What win rate should I expect for SMB vs. mid-market vs. enterprise deals? SMB deals often close faster but win at roughly 20% to 25%, mid-market averages around 25% to 30%, and enterprise deals hover at 18% to 22%. Enterprise cycles are longer, so the lower win rate is offset by higher deal values.
Is a 70% conversion from demo to proposal realistic? Yes, a 65% to 75% conversion from stage 4 (demo) to stage 5 (proposal) is common in mature B2B SaaS funnels. This assumes demos are well-qualified and prospects have clear budget authority. Lower rates may indicate a need to improve demo quality or qualification.
Why does my win rate drop significantly between proposal and closed-won? A drop from 75% to 80% from proposal to close is typical, but rates below 60% suggest issues like pricing misalignment, competitor pressure, or weak champion support. Reviewing lost deals for common objections can help identify the bottleneck.
Should I focus on overall win rate or stage-by-stage conversion? Stage-by-stage conversion is more actionable. Overall win rate can mask problems in specific gates, like a 70% conversion from demo to proposal that hides a 40% rate from proposal to close.
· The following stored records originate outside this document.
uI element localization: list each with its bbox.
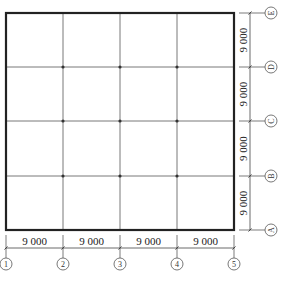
dim-text-row: 9 000	[237, 136, 249, 161]
axis-label-row: A	[267, 227, 276, 233]
grid-plan-drawing: 9 0009 0009 0009 0009 0009 0009 0009 000…	[0, 0, 282, 281]
column-node	[118, 119, 121, 122]
dim-text-row: 9 000	[237, 190, 249, 215]
axis-label-col: 2	[61, 260, 65, 269]
dim-text-col: 9 000	[193, 235, 218, 247]
column-node	[118, 65, 121, 68]
axis-label-col: 5	[232, 260, 236, 269]
axis-label-row: E	[267, 10, 276, 15]
dim-text-row: 9 000	[237, 81, 249, 106]
dim-text-col: 9 000	[22, 235, 47, 247]
column-node	[118, 174, 121, 177]
dim-text-row: 9 000	[237, 27, 249, 52]
column-node	[61, 65, 64, 68]
column-node	[175, 174, 178, 177]
column-node	[61, 174, 64, 177]
axis-label-row: C	[267, 118, 276, 123]
axis-label-col: 4	[175, 260, 179, 269]
axis-label-row: B	[267, 173, 276, 178]
axis-label-col: 1	[4, 260, 8, 269]
dim-text-col: 9 000	[136, 235, 161, 247]
column-node	[175, 119, 178, 122]
dim-text-col: 9 000	[79, 235, 104, 247]
axis-label-row: D	[267, 64, 276, 70]
dimension-lines: 9 0009 0009 0009 0009 0009 0009 0009 000	[5, 12, 266, 259]
column-node	[61, 119, 64, 122]
axis-label-col: 3	[118, 260, 122, 269]
column-node	[175, 65, 178, 68]
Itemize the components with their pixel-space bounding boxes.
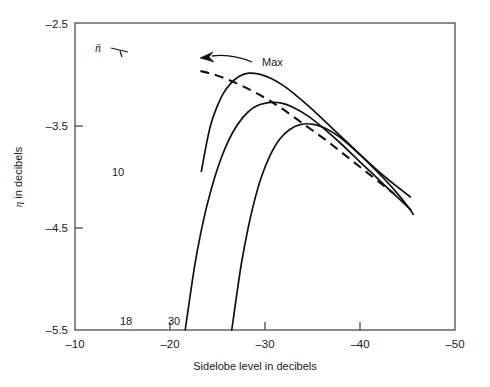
x-tick-label-4: –40 — [350, 338, 369, 350]
x-tick-label-1: –10 — [65, 338, 84, 350]
y-tick-label-4: –5.5 — [46, 324, 68, 336]
x-tick-label-5: –50 — [445, 338, 464, 350]
y-axis-title: η in decibels — [12, 146, 24, 207]
chart-figure: –10 –20 –30 –40 –50 –2.5 –3.5 –4.5 –5.5 … — [0, 0, 490, 387]
x-axis-title: Sidelobe level in decibels — [193, 360, 317, 372]
x-tick-label-2: –20 — [160, 338, 179, 350]
nbar-label: n̄ — [95, 41, 101, 55]
max-label: Max — [262, 56, 283, 68]
y-tick-label-3: –4.5 — [46, 222, 68, 234]
curve-label-10: 10 — [112, 166, 124, 178]
y-tick-label-1: –2.5 — [46, 18, 68, 30]
figure-background — [0, 0, 490, 387]
y-tick-label-2: –3.5 — [46, 120, 68, 132]
curve-label-30: 30 — [168, 315, 180, 327]
y-axis-title-suffix: in decibels — [12, 146, 24, 202]
curve-label-18: 18 — [120, 315, 132, 327]
x-tick-label-3: –30 — [255, 338, 274, 350]
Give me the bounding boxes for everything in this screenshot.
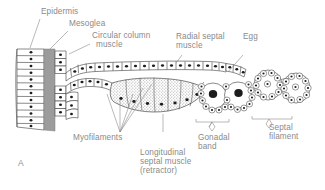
transition-epithelium-strip <box>226 64 246 78</box>
epidermis-cell-column <box>16 49 44 130</box>
anatomical-figure: Epidermis Mesoglea Circular column muscl… <box>0 0 325 190</box>
lower-septal-epithelium-row <box>66 78 112 94</box>
label-radial-septal-muscle-line2: muscle <box>176 41 203 51</box>
longitudinal-septal-muscle-region <box>110 78 206 112</box>
circular-column-muscle-cells <box>55 51 66 116</box>
label-gonadal-band-line2: band <box>198 142 217 152</box>
mesoglea-band <box>44 49 55 131</box>
label-epidermis: Epidermis <box>41 7 78 17</box>
label-egg: Egg <box>243 32 258 42</box>
left-lower-cell-cluster <box>66 92 78 120</box>
label-circular-column-muscle-line2: muscle <box>96 40 123 50</box>
label-longitudinal-septal-muscle-line3: (retractor) <box>140 166 177 176</box>
label-mesoglea: Mesoglea <box>69 19 105 29</box>
label-septal-filament-line2: filament <box>269 132 298 142</box>
label-myofilaments: Myofilaments <box>73 133 122 143</box>
panel-label-a: A <box>18 158 24 168</box>
septal-filament <box>253 70 311 103</box>
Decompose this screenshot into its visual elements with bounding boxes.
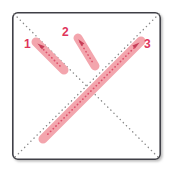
stroke-order-diagram: 1 2 3 [0, 0, 173, 172]
stroke-diagram-canvas [0, 0, 173, 172]
stroke-number-label-3: 3 [144, 38, 151, 50]
stroke-number-label-1: 1 [24, 38, 31, 50]
stroke-number-label-2: 2 [62, 26, 69, 38]
character-grid-box [13, 13, 160, 159]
Tracking each stage helps pinpoint where the funnel is bleeding.
Sources
- Gong Labs, "Win Rate Benchmarks: Analysis of 600K+ B2B Opportunities," 2024.
- ICONIQ Growth, "Operating Metrics for Cloud Companies: 2024 Edition."
- Bessemer Venture Partners, "State of the Cloud 2024."
- Pavilion, "2024 RevOps Benchmarks Report."
- Salesforce, "State of Sales, 6th Edition," 2024.
- Bridge Group, "SaaS AE Metrics and Compensation Report," 2024.
- Bridge Group, "SDR Metrics and Compensation Report," 2024.
- SaaStr, "B2B SaaS Sales Benchmarks by ACV Tier," 2024.